I should be accused of sycophancy if I said all I should like to say of Robertson Nicoll, of whom I saw a good deal before we were both such busy men. But there are some things about Nicoll to which nobody can be blind, besides the position of respect which he enjoys in the literary community. He makes a bona fide attempt to educate his party in politics, and his public in a spirit of commonsense and toleration instead of appealing to their prejudices, and no man has done more in the way of securing the publication of the books of unknown authors of merit, who have justified his expectations and given the world great books. Nicoll has been the sincere and enthusiastic friend of merit. I can say this without prejudice, because his firm have published nothing of mine.

Similarity of name, and their common friendship with the A. S. Boyds, makes me mention here James Nicol Dunn, whose editorship of the Morning Post was marked by such an advance in the political weight of that paper. Dunn was managing editor of the National Observer in its prime. For solid efficiency as a journalist, he had no superior in the country. It would have been a bad day for England when he left it to edit the Johannesburg Star, if it had not been so important that the chief organ of the Transvaal should be in such brave, moderate and judicious hands, at such a critical period in the history of South Africa.

T. P. O’Connor is a very old friend of mine. I met him first when we were both in America in 1888-1889, and we have been on terms of Christian names ever since. Though we differ strongly in politics, it has never affected our friendship, for T. P. is very fair to his enemies, except when he happens to have a special hatred for them. He has founded four papers—the Star, the Sun, T. P.’s Weekly and M. A. P.—but I am not sure as to how far he is still interested in any of them.

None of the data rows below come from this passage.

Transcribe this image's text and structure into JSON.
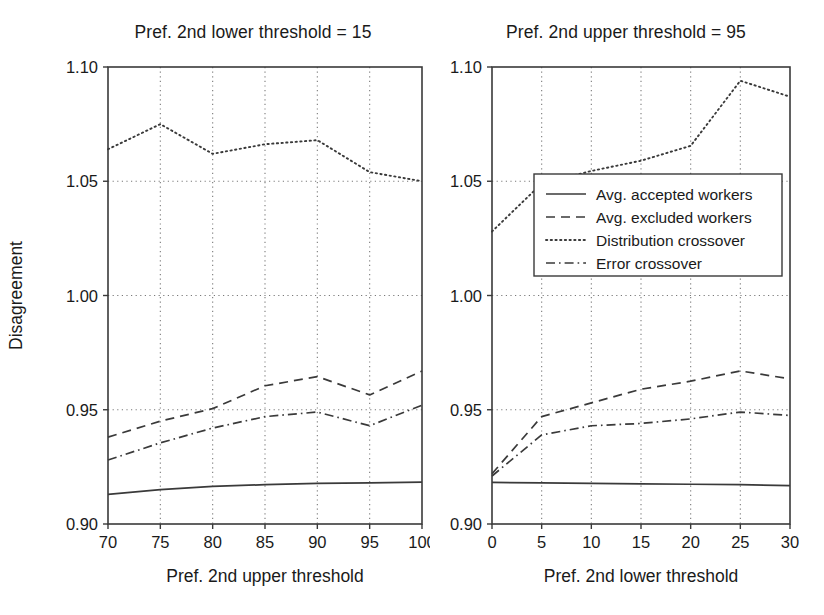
{
  "figure": {
    "width": 824,
    "height": 615,
    "background": "#ffffff",
    "ink_color": "#3a3a3a"
  },
  "legend": {
    "position": "center-right of right panel",
    "entries": [
      {
        "label": "Avg. accepted workers",
        "style": "solid"
      },
      {
        "label": "Avg. excluded workers",
        "style": "dashed"
      },
      {
        "label": "Distribution crossover",
        "style": "dotted"
      },
      {
        "label": "Error crossover",
        "style": "dashdot"
      }
    ]
  },
  "chart_data": [
    {
      "type": "line",
      "panel": "left",
      "title": "Pref. 2nd lower threshold = 15",
      "xlabel": "Pref. 2nd upper threshold",
      "ylabel": "Disagreement",
      "x": [
        70,
        75,
        80,
        85,
        90,
        95,
        100
      ],
      "xlim": [
        70,
        100
      ],
      "ylim": [
        0.9,
        1.1
      ],
      "xticks": [
        70,
        75,
        80,
        85,
        90,
        95,
        100
      ],
      "yticks": [
        0.9,
        0.95,
        1.0,
        1.05,
        1.1
      ],
      "xtick_labels": [
        "70",
        "75",
        "80",
        "85",
        "90",
        "95",
        "100"
      ],
      "ytick_labels": [
        "0.90",
        "0.95",
        "1.00",
        "1.05",
        "1.10"
      ],
      "grid": true,
      "series": [
        {
          "name": "Avg. accepted workers",
          "style": "solid",
          "values": [
            0.913,
            0.915,
            0.9165,
            0.9172,
            0.9178,
            0.918,
            0.9183
          ]
        },
        {
          "name": "Avg. excluded workers",
          "style": "dashed",
          "values": [
            0.938,
            0.945,
            0.9505,
            0.9605,
            0.9645,
            0.9565,
            0.967
          ]
        },
        {
          "name": "Distribution crossover",
          "style": "dotted",
          "values": [
            1.064,
            1.075,
            1.062,
            1.0662,
            1.068,
            1.054,
            1.05
          ]
        },
        {
          "name": "Error crossover",
          "style": "dashdot",
          "values": [
            0.928,
            0.9355,
            0.942,
            0.947,
            0.949,
            0.943,
            0.952
          ]
        }
      ]
    },
    {
      "type": "line",
      "panel": "right",
      "title": "Pref. 2nd upper threshold = 95",
      "xlabel": "Pref. 2nd lower threshold",
      "ylabel": "Disagreement",
      "x": [
        0,
        5,
        10,
        15,
        20,
        25,
        30
      ],
      "xlim": [
        0,
        30
      ],
      "ylim": [
        0.9,
        1.1
      ],
      "xticks": [
        0,
        5,
        10,
        15,
        20,
        25,
        30
      ],
      "yticks": [
        0.9,
        0.95,
        1.0,
        1.05,
        1.1
      ],
      "xtick_labels": [
        "0",
        "5",
        "10",
        "15",
        "20",
        "25",
        "30"
      ],
      "ytick_labels": [
        "0.90",
        "0.95",
        "1.00",
        "1.05",
        "1.10"
      ],
      "grid": true,
      "series": [
        {
          "name": "Avg. accepted workers",
          "style": "solid",
          "values": [
            0.9182,
            0.918,
            0.9178,
            0.9176,
            0.9174,
            0.9172,
            0.9168
          ]
        },
        {
          "name": "Avg. excluded workers",
          "style": "dashed",
          "values": [
            0.922,
            0.947,
            0.953,
            0.959,
            0.9625,
            0.967,
            0.9635
          ]
        },
        {
          "name": "Distribution crossover",
          "style": "dotted",
          "values": [
            1.028,
            1.049,
            1.0545,
            1.059,
            1.0655,
            1.094,
            1.087
          ]
        },
        {
          "name": "Error crossover",
          "style": "dashdot",
          "values": [
            0.921,
            0.939,
            0.943,
            0.944,
            0.946,
            0.949,
            0.9475
          ]
        }
      ]
    }
  ]
}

T. P. is to me a fascinating personality. He is so generous and genial. The swift recognition, the ready smile, the warm affectionate manner, have endeared him to hosts of friends, and every one recognises that he has a golden pen which invests everything he touches with interest, and an acute intelligence—acute enough to sift even the Humbert mystery and present a clear analysis of it, as witness his Phantom Millions.

He is a golfer too, and once upon a time used to play with W. G. Grace, who, it seems, in spite of his being the best cricketer that ever lived, always hits his shot along the ground except from the tee, though he drives and puts pretty well. I got this egregious piece of journalism from him when we were sitting next to each other at the dinner given by M. Escoffier, at that time, and probably still, cook at the Carlton Hotel, who gave a gourmet’s feast on the occasion of the publication of his book on cookery, published by Heinemann. Heinemann invited me. The chief thing I remember about the feast is that the wine Escoffier selected was Pommery Naturel, and that the tour de force was lamb stuffed with sage and onions to replace the usual mint sauce.